Although we did not measure lap times (being mindful of expensive, privately owned tyres and an abrasive track surface), there is no doubt in our minds the Alfa will run rings around the Jaguar on a circuit. Back in 2017, a prototype production version of the Stelvio set a new lap record at the famous Nürburgring (also known as the Green Hell), at the time beating cars such as BMW’s M4, Lamborghini Gallardo and the Ford GT.
That record has since been broken by the Mercedes-AMG GLC 63 S 4Matic but it stands to prove the performance potential of this spectacular Alfa Romeo.
It’s a pure driver’s car, is the Q. A precision tool.
The interior? Yes, it’s got one. There are seats and quite a bit of space, a handy boot and some luxury amenities, too. But (inferior) interior details hardly seem to matter the first time you hear that engine spin to 7 000r/min.
More good news is that overall build quality of the Stelvio is far superior to Alfas of yesteryear.
Summary
It’s been a long time since two SUVs elicited as much passion as these two vehicles did among those who drove or, who were passengers in them.

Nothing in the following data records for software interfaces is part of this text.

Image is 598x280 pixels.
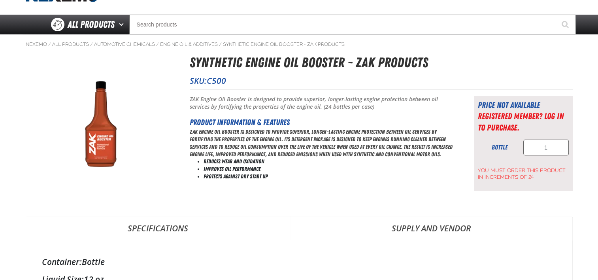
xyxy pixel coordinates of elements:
li: Improves Oil Performance [203,165,454,173]
nav: Breadcrumbs [26,41,572,47]
p: ZAK Engine Oil Booster is designed to provide superior, longer-lasting engine protection between ... [190,96,454,111]
button: Open All Products pages [116,15,129,34]
li: Reduces Wear and Oxidation [203,158,454,165]
input: Search [129,15,575,34]
a: Registered Member? Log In to purchase. [478,111,563,132]
span: / [156,41,159,47]
a: All Products [52,41,89,47]
div: Bottle [42,256,556,267]
span: / [48,41,51,47]
p: ZAK Engine Oil Booster is designed to provide superior, longer-lasting engine protection between ... [190,128,454,158]
span: All Products [68,17,115,32]
button: Start Searching [556,15,575,34]
a: Engine Oil & Additives [160,41,218,47]
li: Protects Against Dry Start Up [203,173,454,180]
a: Synthetic Engine Oil Booster - ZAK Products [223,41,344,47]
span: / [90,41,93,47]
a: Supply and Vendor [290,216,572,240]
label: Container: [42,256,82,267]
div: bottle [478,143,521,152]
span: C500 [207,75,226,86]
a: Nexemo [26,41,47,47]
img: Synthetic Engine Oil Booster - ZAK Products [26,68,175,184]
p: SKU: [190,75,572,86]
h1: Synthetic Engine Oil Booster - ZAK Products [190,52,572,73]
span: You must order this product in increments of 24 [478,163,568,181]
div: Price not available [478,100,568,111]
a: Automotive Chemicals [94,41,155,47]
a: Specifications [26,216,290,240]
span: / [219,41,222,47]
input: Product Quantity [523,139,568,155]
h2: Product Information & Features [190,116,454,128]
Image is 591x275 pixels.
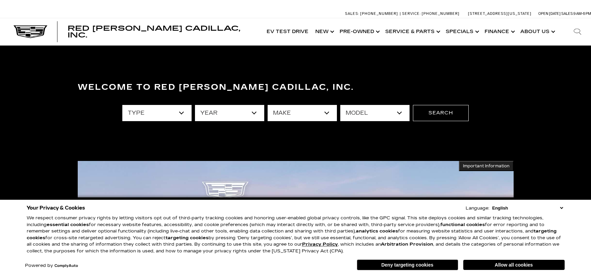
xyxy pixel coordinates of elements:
strong: targeting cookies [27,229,557,241]
span: Service: [402,11,421,16]
span: [PHONE_NUMBER] [360,11,398,16]
p: We respect consumer privacy rights by letting visitors opt out of third-party tracking cookies an... [27,215,565,255]
a: Specials [442,18,481,45]
div: Language: [466,206,489,211]
a: ComplyAuto [54,264,78,268]
span: Important Information [463,164,510,169]
span: Your Privacy & Cookies [27,203,85,213]
a: Sales: [PHONE_NUMBER] [345,12,400,16]
strong: targeting cookies [166,236,209,241]
span: Sales: [561,11,573,16]
strong: functional cookies [440,222,485,228]
select: Filter by model [340,105,410,121]
a: Privacy Policy [302,242,338,247]
span: Sales: [345,11,359,16]
strong: essential cookies [47,222,89,228]
a: New [312,18,336,45]
button: Search [413,105,469,121]
select: Filter by make [268,105,337,121]
select: Language Select [491,205,565,212]
button: Deny targeting cookies [357,260,458,271]
a: Service & Parts [382,18,442,45]
h3: Welcome to Red [PERSON_NAME] Cadillac, Inc. [78,81,514,94]
div: Powered by [25,264,78,268]
a: Finance [481,18,517,45]
span: 9 AM-6 PM [573,11,591,16]
img: Cadillac Dark Logo with Cadillac White Text [14,25,47,38]
span: Open [DATE] [538,11,561,16]
a: About Us [517,18,557,45]
strong: Arbitration Provision [381,242,433,247]
select: Filter by type [122,105,192,121]
a: [STREET_ADDRESS][US_STATE] [468,11,532,16]
span: Red [PERSON_NAME] Cadillac, Inc. [68,24,240,39]
strong: analytics cookies [356,229,398,234]
a: Red [PERSON_NAME] Cadillac, Inc. [68,25,256,39]
span: [PHONE_NUMBER] [422,11,460,16]
button: Important Information [459,161,514,171]
button: Allow all cookies [463,260,565,270]
a: Pre-Owned [336,18,382,45]
a: EV Test Drive [263,18,312,45]
select: Filter by year [195,105,264,121]
a: Service: [PHONE_NUMBER] [400,12,461,16]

The Jaguar is the Hulk in this comparison. Loud, obnoxious and super powerful, it doesn’t just go through a corner… first, it grabs the corner by the scruff of the neck, roars at it, bends it into a shape it likes, roars gain and then thunders through it. Yet it is also a Jaguar and there seem to be a lot of people who admire the leaping cat brand. In fact, quite a number of bystanders apparently couldn’t care less about 405kW or an active exhaust system; they were simply besotted with the Jaguar because it’s a Jaguar.
Truth be told, at R1 530 000 it represents pretty good value for money considering the massive performance potential, presence and luxury. It should also represent a relatively good investment.
If the Jaguar is Hulk, the Alfa Romeo must be Wonder Woman. Not only is she absolutely beautiful, she packs one mean punch. There are not so many thrills and spills… she’s lean and mean and gets the job done, brilliantly.
When this Alfa Romeo comes across a corner, it first dazzles with its stunning looks. Then it takes up the challenge, instead of altering it, it disposes of that corner in the most elegant, precise way imaginable. Poetry in motion. With an amazing soundtrack to match.
The Stelvio Q did not enjoy nearly the same level of adornment from Average
Joe as the Jaguar. That’s sad because the brand deserves more recognition and better sales. But again, pricing is a stumbling block: the Quadrifoglio sells for R1.7 million – nearly R200 000 more than the Jaguar SVR. Also, considering Alfa’s not-so-great track record with resale values, you’d have to be a true Alfisti to park one in your garage.
In the end, for us, it boiled down to a decision between your head, and your heart. All logic suggests the Jaguar makes more sense. It’s almost as fast as
the Alfa, more affordable, it’s interior is far superior and it will probably keep its value better. And then there’s that delightful Trump button.
If it’s a real driver’s car you seek, a spectacular sports car in SUV dress up, with the (actual) heart of a Ferrari, the Alfa Romeo is better.
We’ll go with the heart on this one.